Two honest consequences matter more here than for almost any other RAW source, because medium-format files are so large:
To match the settings to your goal:
A WMV file is an ASF (Advanced Systems Format) container, and on this converter the output defaults to the WMV 2 video codec — Windows Media Video 8. Under the Video Codec menu you can switch to WMV 1 (Windows Media Video 7) if an older target requires it. A .wmv would normally pair its video with WMA audio, but because a single MOS is a silent still, no audio codec is offered and the converter writes no audio stream — the output is silent by design. Note these older codecs are distinct from WMV 9, which Microsoft submitted to SMPTE and which was approved in March 2006 as SMPTE 421M, better known as VC-1.
This tool treats each MOS as a single still photo and renders it to a delivery-quality video frame, which is right for sharing or dropping a hero shot onto a Windows Media timeline — but wrong if you wanted to keep the file's editing latitude or its full medium-format resolution. WMV throws away both. It is also not the path for a corrupted or partially-written MOS; no converter can rebuild missing sensor data, so re-copy from the original card or backup if a file won't load. Most of all, step back before committing to WMV at all: for a 40-80 MP studio RAW, a legacy Windows-only video codec is rarely the right destination. If you only need the photograph, convert MOS to JPG; if you need a still as a clip that plays everywhere, convert MOS to MP4.
For almost every purpose, no. A MOS is a high-resolution medium-format RAW still and WMV is a legacy Microsoft video codec, so this pairing mismatches twice over — still-into-video and pro-studio-photo-into-consumer-video. If you want to view, print, or share the photo, convert MOS to JPG. If you genuinely need the photo as a playable clip, MOS to MP4 produces an H.264 file that plays on phones, browsers, and modern editors. Choose WMV only when a specific Windows Media Player or Windows-only application insists on the .wmv extension.
No. A MOS is one still photograph, so a single-file conversion produces a freeze-frame clip — the rendered image held on screen for the Image Duration you set, with no panning or movement. To build a moving sequence you need multiple MOS files merged together with the Merge images strategy; even then it is a slideshow of stills, not footage.

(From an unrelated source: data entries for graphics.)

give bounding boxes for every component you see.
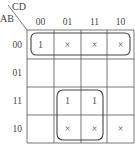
row-header-10: 10 <box>2 124 22 134</box>
col-header-11: 11 <box>81 17 108 27</box>
cell-11-11: 1 <box>81 96 108 106</box>
cell-00-01: × <box>54 40 81 50</box>
cell-00-00: 1 <box>27 40 54 50</box>
cell-10-01: × <box>54 124 81 134</box>
col-header-10: 10 <box>107 17 134 27</box>
col-variable-label: CD <box>12 2 26 12</box>
col-header-00: 00 <box>27 17 54 27</box>
col-header-01: 01 <box>54 17 81 27</box>
cell-10-11: × <box>81 124 108 134</box>
row-variable-label: AB <box>0 14 14 24</box>
cell-00-11: × <box>81 40 108 50</box>
row-header-00: 00 <box>2 40 22 50</box>
row-header-11: 11 <box>2 96 22 106</box>
cell-00-10: × <box>107 40 134 50</box>
cell-11-01: 1 <box>54 96 81 106</box>
cell-10-10: × <box>107 124 134 134</box>
row-header-01: 01 <box>2 68 22 78</box>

Because a still photo contains no audio data, so the WMV is video-only by design. The ASF container can carry a WMA audio stream, but there is nothing in a single MOS to fill it, so the converter offers no audio codec and writes none. If you want music or narration, convert first, then add an audio track in any video editor.
Yes, substantially, and that is inherent to the conversion rather than a tool flaw. A MOS holds untouched 16-bit sensor data that must be demosaiced to become viewable; that render bakes in white balance, exposure, and tone. A 40-80 MP medium-format frame is then scaled down to a WMV frame, discarding the vast majority of the resolution, and WMV 2 is an older, lossy codec less efficient than H.264 on top of that. Keep the original MOS for any future editing — the WMV is a delivery file, not an archive.
The video defaults to WMV 2 (Windows Media Video 8) inside an ASF container — the codec convention for a .wmv file. Under the Video Codec menu you can switch to WMV 1 (Windows Media Video 7) for an older target. Because the source is a single still, no audio codec is written, so the clip is silent. In our testing, a single high-megapixel Leaf MOS converted at the Very High preset produced a short, silent WMV that opened in both Windows Media Player and VLC without an extra codec download.
Your file is uploaded over an encrypted connection, processed on our servers, and deleted automatically a few hours after the conversion — no sign-up, no watermark, never shared or made public.